If you think more ppl will work with the computer, take into account that datasets may ocuppy a lot.
For working with audio the datasets I’ve played with are very contained (like MUSDB and so).
So you can start with 1 Tb nvme. If you go for audiovisual and need to store video you will lack hard disk.
I think you can go for 32 Gb of RAM in audio field.
Using HDD is a very strong bottleneck. Prob 2 times slower.
You can just check nvme specs vs sdd too and you will see nvme is way faster.
Given your budget, PCIe 4.0 is too expensive atm.
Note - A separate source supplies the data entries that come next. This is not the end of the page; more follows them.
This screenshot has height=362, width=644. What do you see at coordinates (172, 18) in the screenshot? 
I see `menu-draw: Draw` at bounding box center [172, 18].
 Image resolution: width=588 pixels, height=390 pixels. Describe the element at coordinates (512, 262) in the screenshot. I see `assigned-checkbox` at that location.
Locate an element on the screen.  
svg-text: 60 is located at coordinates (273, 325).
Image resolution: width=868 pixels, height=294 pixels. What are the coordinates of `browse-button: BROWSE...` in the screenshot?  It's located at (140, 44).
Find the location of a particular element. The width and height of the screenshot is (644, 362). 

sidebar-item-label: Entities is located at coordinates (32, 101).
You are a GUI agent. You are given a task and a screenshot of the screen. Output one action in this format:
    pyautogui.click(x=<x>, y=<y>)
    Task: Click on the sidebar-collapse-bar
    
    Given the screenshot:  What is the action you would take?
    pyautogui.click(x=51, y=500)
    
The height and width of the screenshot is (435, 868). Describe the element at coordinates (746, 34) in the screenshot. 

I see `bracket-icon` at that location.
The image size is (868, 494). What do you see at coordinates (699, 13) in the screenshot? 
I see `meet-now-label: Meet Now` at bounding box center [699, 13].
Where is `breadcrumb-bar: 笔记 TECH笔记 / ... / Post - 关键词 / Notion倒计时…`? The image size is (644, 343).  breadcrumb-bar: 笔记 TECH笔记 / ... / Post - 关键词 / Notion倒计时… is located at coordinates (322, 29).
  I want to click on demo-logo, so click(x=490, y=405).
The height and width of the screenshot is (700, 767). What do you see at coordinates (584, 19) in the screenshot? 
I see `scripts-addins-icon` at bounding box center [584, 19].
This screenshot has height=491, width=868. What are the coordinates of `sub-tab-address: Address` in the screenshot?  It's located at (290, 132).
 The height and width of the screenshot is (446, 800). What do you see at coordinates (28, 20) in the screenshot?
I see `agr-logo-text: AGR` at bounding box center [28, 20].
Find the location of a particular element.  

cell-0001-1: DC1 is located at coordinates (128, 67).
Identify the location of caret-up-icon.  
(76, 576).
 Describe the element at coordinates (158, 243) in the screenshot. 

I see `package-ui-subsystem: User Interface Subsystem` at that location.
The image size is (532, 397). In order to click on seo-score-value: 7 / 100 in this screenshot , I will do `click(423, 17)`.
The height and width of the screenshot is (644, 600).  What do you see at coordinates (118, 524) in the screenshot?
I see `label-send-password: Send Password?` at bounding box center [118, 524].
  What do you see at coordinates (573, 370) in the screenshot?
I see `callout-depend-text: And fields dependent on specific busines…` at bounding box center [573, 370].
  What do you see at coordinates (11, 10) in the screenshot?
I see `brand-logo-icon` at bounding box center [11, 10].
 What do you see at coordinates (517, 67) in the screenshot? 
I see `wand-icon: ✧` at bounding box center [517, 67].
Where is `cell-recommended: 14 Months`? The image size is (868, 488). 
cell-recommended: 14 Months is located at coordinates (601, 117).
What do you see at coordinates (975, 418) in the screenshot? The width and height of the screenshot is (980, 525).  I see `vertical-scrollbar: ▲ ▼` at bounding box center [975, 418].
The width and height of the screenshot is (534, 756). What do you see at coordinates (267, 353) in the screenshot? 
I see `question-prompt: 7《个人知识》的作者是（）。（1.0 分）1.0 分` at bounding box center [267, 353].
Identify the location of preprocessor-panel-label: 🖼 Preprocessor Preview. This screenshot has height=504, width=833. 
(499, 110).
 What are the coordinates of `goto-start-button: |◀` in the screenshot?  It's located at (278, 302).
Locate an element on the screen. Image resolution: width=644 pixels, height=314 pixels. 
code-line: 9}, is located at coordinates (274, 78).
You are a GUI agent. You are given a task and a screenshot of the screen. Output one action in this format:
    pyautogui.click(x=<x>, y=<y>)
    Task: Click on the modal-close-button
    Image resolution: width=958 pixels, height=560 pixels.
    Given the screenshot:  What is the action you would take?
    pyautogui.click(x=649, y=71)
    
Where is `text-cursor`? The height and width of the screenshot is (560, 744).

Threadrippers are from 12 to 16 cores (2 threads/core) thus between 24-32 threads.
Multiprocessing lauches 1 process per thread. Therefore the more cores the faster dataloading.
AMD usually offers more pci lanes than intel, where many of their cpus are capped. Although I didn’t try such config like @Anton suggest so cannot give u more hints. However, as he mentions, you don’t need to buy last gen necesarily.
For the motherboard you can look for something with 2 gpu slots so that you can buy 1 gpu when you have some extra money.
In terms of GPUs, 3090 is awesome for both, the amount of VRAM, and the speed.
It’s kinda 50% faster than previous gens but it’s very expensive too.
You need something with at least 12 Gb of VRAM as a U-Net already burns 9 or so.
Atm I find the market a bit ill. New gen GPUs are weirdly expensive and not really worth for deep learning due to the VRAM but 3090. Besides the market is kinda out of stock.
The 1080 ti used to be really worth in terms of quality/price. In fact Nvidia retired those due to that. I saw this in amazon USA
If that were the price, you can get 2 of these until you can afford.
Otherwise I wouldn’t know what to recommend you.
With a 3090 I guess it’s around 2k5 or so. Dunno if you have to pay taxes or not. W/o taxes can be 2k more or less.